Densho Digital Archive
Manzanar National Historic Site Collection
Title: Gladys Koshio Konishi Interview
Narrator: Gladys Koshio Konishi
Interviewer: Richard Potashin
Location: Seattle, Washington
Date: May 13, 2008
Densho ID: denshovh-kgladys-01-0019

<Begin Segment 19>

RP: We were talking about some of your experiences in Carbondale.

GK: Oh, in Carbondale, oh, yes. My mother-in-law would send us back with a hundred pounds of rice. At that time, they were hundred-pound rice sacks, and our children would not let Frank unload that until after dark, always. [Laughs] And they, that was, thinking back on that, people used to ask me if I ate a lot of rice, and people would say, "Your eyes are round, they're not squinty." But most of all, they asked me if I liked this country, if I liked America. And I would explain to them that I was born in America so I was an American, and they'd say, "No wonder you speak the English language so well." Well, after a while, after being asked so many times if I liked this country, I finally said, "I love America, I love America." And so I always felt like I was an ambassador, you know. [Laughs] I used to always think that way, that I was an ambassador. But I think it does work, because when you're a foreigner to people that never have been around Asians, then you are, you are an ambassador.

RP: An ambassador and an educator.

GK: Yeah. So I used to always tell my children, even though they were Americans, they had to really watch themselves. And I hated to tell them because of the way they looked, that they were different. But at one point, I did have to stress to my youngest daughter that she was different, and this was at a church. And she had gone with some friends to church, and apparently did things that were not, you know, like clapping after the minister gave a sermon and singing a hymn which she didn't know, she and her friend. So when she came home, my oldest daughter said that Laura had misbehaved, and so I thought maybe I needed to tell her that even though she was an American, she was, she looked different, so she needed to behave herself. And this was of course after church, so she said to me, "That's all right, Mom, I'll wear a mask next time." [Laughs] So even though I didn't want to stress the fact that they were different, they were different. So they were always on, also always on, on whatever.

RP: You were on, kind of, alert and very... you were talking about that experience after, after the man, or the boy in your class, that you felt sort of on edge.

GK: Uh-huh. So you know, I always felt like we're, if we do anything, it was always if it's, if it's anything bad, it was always a reflection on our race.

RP: Right, no matter what, not bringing shame.

GK: So that was always, you never wanted to shame your parents or disgrace them.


== PROMPT ==
Go through the listing below and count each line with the word "image" in it; return only the count.

== Segment start ==

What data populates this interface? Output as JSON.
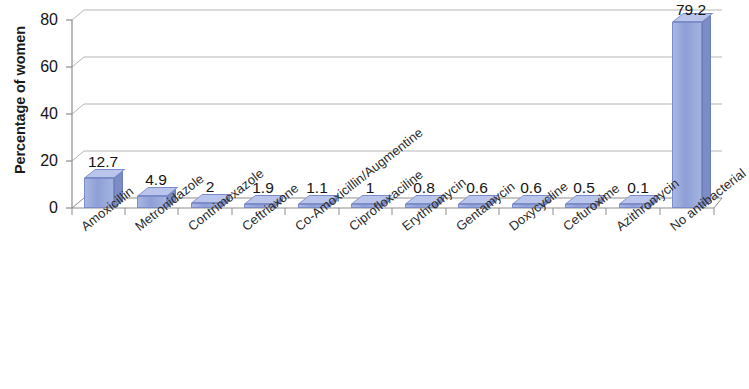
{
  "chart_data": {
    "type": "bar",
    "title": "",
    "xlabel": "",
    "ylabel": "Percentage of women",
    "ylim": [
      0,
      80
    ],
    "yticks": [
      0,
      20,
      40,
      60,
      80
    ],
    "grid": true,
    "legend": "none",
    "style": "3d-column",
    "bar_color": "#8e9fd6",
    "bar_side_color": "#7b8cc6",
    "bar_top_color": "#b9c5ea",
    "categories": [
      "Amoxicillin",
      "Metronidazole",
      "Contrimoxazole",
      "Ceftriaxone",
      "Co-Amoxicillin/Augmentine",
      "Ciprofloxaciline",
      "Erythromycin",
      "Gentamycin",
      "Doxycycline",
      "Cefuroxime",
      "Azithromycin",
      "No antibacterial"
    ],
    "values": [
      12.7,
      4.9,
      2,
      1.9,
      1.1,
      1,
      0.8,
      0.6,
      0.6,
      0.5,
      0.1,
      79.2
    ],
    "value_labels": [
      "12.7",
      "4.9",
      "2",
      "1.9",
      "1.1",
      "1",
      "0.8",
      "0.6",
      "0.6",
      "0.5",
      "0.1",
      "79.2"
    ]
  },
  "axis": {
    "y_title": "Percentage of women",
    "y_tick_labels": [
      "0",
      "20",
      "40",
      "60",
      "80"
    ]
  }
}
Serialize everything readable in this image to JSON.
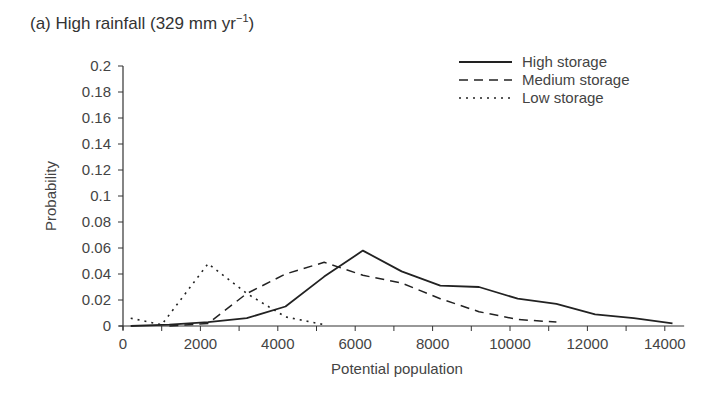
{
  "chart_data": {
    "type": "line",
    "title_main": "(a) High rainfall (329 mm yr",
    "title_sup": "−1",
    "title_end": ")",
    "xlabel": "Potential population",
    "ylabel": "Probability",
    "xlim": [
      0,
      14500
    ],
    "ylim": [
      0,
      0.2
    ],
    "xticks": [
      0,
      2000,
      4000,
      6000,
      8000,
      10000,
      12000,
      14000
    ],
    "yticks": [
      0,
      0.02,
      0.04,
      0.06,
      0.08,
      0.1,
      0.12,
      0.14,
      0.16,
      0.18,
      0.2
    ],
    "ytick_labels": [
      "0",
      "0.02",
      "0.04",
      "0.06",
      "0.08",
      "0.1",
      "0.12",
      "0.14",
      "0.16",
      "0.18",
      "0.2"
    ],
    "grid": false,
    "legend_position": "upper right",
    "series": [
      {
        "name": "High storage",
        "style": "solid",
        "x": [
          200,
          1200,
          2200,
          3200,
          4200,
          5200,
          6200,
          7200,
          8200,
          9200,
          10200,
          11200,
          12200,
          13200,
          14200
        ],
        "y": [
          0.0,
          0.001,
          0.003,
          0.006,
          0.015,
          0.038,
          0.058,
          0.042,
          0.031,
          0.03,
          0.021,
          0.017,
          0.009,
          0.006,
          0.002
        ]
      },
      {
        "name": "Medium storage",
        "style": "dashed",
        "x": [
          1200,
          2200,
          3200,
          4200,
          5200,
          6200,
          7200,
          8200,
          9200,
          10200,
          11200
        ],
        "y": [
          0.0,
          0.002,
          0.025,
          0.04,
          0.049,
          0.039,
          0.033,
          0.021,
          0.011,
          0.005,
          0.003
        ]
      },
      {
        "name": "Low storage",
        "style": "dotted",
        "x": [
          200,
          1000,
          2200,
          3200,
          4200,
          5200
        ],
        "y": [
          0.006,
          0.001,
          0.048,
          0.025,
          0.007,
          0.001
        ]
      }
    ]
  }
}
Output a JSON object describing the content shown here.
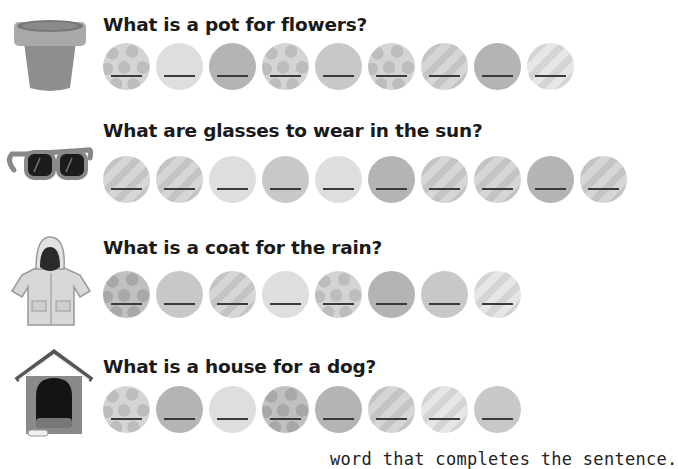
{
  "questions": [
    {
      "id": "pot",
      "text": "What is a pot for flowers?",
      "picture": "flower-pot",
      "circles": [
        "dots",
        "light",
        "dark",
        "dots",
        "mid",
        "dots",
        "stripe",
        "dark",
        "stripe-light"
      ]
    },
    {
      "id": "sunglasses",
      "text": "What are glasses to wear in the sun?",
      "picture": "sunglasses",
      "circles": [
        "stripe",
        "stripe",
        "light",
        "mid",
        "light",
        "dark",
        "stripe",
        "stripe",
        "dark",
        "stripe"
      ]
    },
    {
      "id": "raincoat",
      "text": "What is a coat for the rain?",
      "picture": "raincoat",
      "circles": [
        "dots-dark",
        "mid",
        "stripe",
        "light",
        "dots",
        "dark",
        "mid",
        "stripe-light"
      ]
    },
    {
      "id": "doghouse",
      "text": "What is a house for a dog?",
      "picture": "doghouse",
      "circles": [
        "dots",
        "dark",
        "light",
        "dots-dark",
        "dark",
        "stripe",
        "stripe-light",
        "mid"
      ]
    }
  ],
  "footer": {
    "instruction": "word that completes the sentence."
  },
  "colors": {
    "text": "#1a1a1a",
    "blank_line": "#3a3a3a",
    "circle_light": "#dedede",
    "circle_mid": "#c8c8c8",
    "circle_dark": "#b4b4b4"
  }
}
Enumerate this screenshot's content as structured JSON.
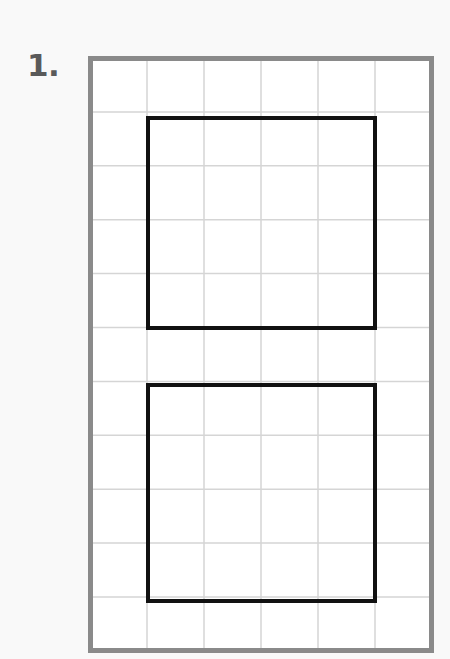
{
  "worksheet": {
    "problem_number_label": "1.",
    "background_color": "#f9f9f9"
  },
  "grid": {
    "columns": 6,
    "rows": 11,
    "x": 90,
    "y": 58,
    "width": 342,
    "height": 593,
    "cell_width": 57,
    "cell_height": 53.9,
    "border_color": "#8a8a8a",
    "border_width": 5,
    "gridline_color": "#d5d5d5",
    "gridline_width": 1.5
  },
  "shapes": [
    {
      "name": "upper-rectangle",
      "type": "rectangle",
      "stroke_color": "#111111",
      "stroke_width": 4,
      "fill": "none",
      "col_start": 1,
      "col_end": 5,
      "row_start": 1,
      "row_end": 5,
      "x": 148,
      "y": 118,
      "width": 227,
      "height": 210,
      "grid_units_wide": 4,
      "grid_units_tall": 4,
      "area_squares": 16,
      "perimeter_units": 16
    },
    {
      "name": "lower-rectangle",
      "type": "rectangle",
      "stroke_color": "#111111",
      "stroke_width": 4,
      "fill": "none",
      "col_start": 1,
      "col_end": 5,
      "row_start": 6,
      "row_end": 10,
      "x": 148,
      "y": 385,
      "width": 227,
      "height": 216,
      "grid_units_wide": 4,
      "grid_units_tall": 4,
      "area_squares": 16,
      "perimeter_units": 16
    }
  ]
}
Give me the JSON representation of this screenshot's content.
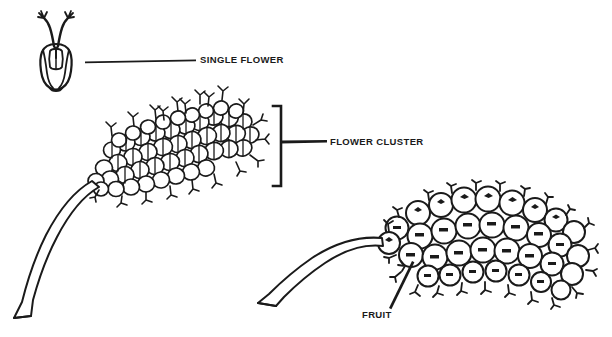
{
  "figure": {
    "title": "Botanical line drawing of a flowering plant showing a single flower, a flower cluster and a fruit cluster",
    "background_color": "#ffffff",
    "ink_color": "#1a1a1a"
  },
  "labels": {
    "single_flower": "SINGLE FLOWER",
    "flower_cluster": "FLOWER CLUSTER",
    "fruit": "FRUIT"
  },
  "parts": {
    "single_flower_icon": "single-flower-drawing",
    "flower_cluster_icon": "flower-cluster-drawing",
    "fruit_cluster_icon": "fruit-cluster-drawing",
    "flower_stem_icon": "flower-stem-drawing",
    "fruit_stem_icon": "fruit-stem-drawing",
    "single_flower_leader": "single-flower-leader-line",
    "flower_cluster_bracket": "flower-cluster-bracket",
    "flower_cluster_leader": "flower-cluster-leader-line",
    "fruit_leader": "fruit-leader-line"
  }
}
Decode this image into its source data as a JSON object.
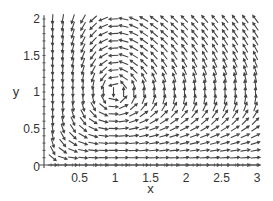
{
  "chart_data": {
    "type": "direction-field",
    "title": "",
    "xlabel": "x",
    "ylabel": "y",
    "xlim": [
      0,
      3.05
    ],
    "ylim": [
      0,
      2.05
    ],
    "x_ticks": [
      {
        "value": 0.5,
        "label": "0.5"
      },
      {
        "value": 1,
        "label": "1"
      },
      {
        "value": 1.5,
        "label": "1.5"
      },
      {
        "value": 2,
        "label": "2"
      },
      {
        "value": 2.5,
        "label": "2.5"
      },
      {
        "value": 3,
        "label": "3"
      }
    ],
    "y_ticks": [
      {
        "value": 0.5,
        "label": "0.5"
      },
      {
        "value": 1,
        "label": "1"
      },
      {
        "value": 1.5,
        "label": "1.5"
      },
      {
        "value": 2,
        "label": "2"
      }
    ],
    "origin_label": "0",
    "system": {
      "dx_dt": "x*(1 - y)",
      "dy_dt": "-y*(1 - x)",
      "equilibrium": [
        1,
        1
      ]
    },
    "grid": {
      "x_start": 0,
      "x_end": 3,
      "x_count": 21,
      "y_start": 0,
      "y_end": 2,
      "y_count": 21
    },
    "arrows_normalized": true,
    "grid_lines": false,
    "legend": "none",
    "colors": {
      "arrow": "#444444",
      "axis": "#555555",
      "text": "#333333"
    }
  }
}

== Segment end ==

== RESPONSE BOX ==
2